There was a time when claimant personal injury solicitors were not invited to attend the annual conference of the Forum of Insurance Lawyers (FOIL) - nor, it should be said, were defendant lawyers seen at the equivalent Association of Personal Injury Lawyers (APIL) shindig. Indeed, Obiter recalls attending one FOIL annual conference some years ago where a large photograph of then APIL president Ian Walker was projected on to the wall to an ever-so-mature chorus of boos. However, things change and if there is not exactly detente between the two organisations, they do at least talk to each other, albeit through gritted teeth. And so there were a couple of claimant lawyers invited to last week’s FOIL annual conference to take part in a debate. But we are saddened to report that their use of, shall we say, earthy language did lower the tone.

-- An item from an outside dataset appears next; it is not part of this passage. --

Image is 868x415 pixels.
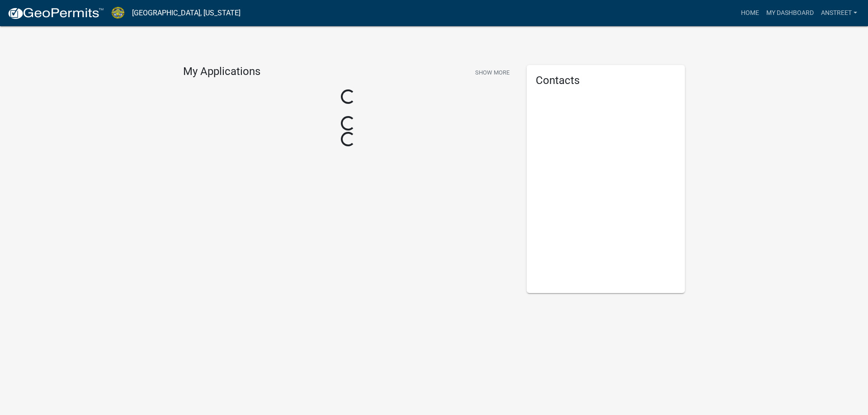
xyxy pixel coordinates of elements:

First up was current APIL president Martin Bare, who recalled a previous APIL conference, at which the then FOIL president, invited to the event, was forced to intervene when he overheard two APIL members speculate that FOIL actually stood for ‘F- Off Injured Litigants’. But the reason the FOIL man protested, Mr Bare joked, was because he did not accept that any clients were injured in the first place.

Then we had Martin Cockx, who, along with fellow Amelans partner Andrew Twambley, was at the vanguard of the costs war with defendant insurers. He came to the podium after an amusing address by FOIL vice-president Anthony Hughes, a partner at DWF. Mr Cockx claimed that the last time the two had spoken was outside Macclesfield County Court some six years ago. Their brief but heated conversation, Mr Cockx recounted, went something along these lines:Mr Cockx: F- off and appeal.Mr Hughes: I f-ing will.

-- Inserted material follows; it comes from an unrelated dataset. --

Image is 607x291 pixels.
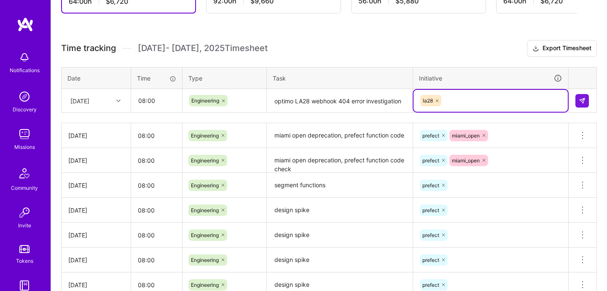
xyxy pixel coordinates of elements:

Sadly, we do not know what the outcome of that particular spat was. But at the end of the debate, the terribly even-handed members of FOIL voted in support of the proposition that claims have changed society for the better - much to the chagrin of new FOIL president Henry Bermingham, one of the relatively few to vote against. Obiter reckons that we can expect a period of fun and games between APIL and FOIL with Messrs Bare and Bermingham at the respective helms.